*Try it*. Repeat exactly the line that contains "The image size" and every line after it, down to the last line of the entries below. Do not include pictures.

----

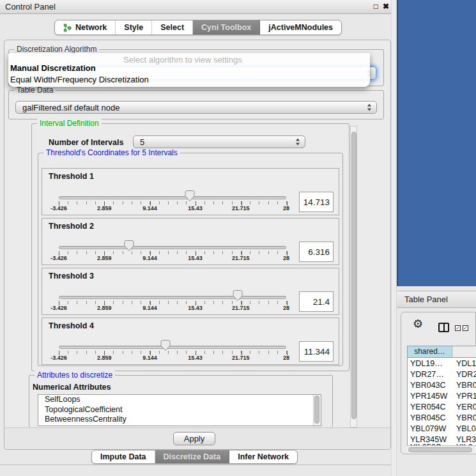 Image resolution: width=476 pixels, height=476 pixels. Describe the element at coordinates (180, 420) in the screenshot. I see `list-item: BetweennessCentrality` at that location.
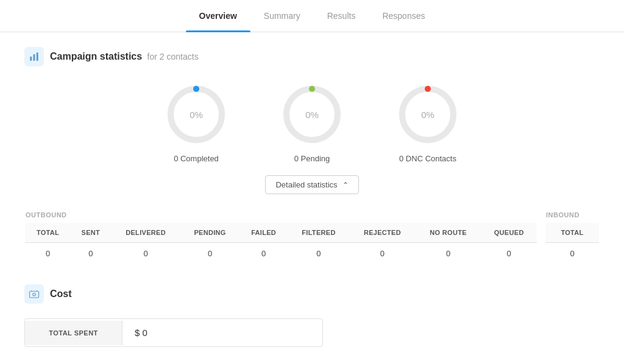 The height and width of the screenshot is (364, 624). What do you see at coordinates (312, 185) in the screenshot?
I see `detailed-statistics-button: Detailed statistics ⌃` at bounding box center [312, 185].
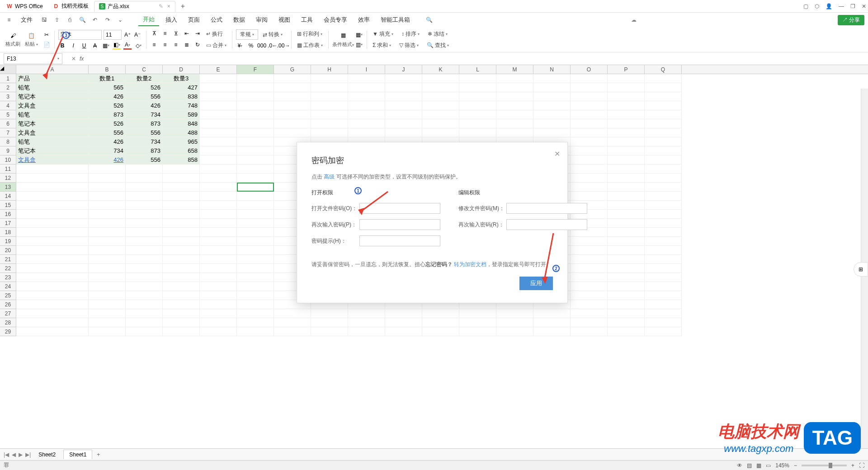 The width and height of the screenshot is (868, 470). I want to click on col-header-K: K, so click(441, 70).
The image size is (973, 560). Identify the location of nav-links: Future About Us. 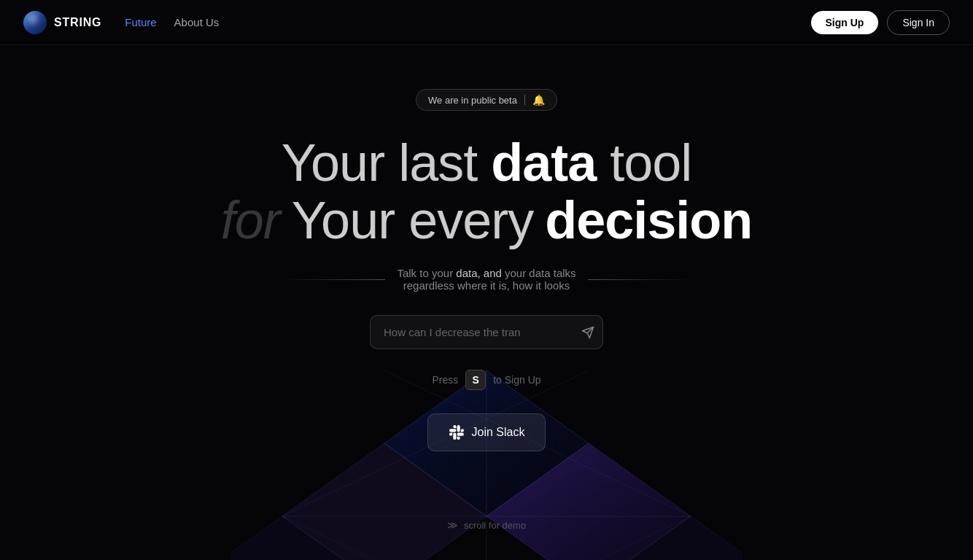
(172, 22).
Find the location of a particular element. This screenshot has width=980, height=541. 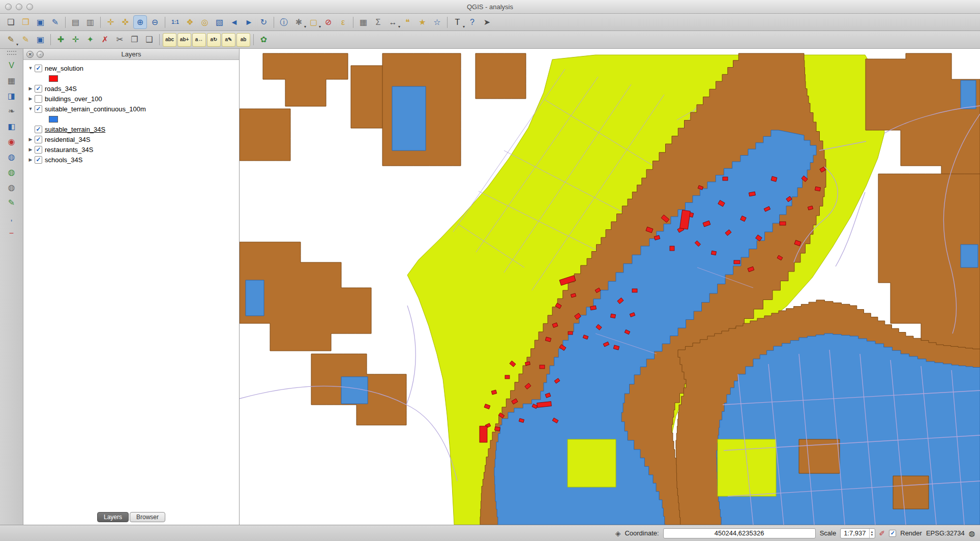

----

*Solution*.
The image size is (973, 560). Identify the location of nav-links: Future About Us. 
(172, 22).
Find the location of a particular element. This screenshot has width=980, height=541. 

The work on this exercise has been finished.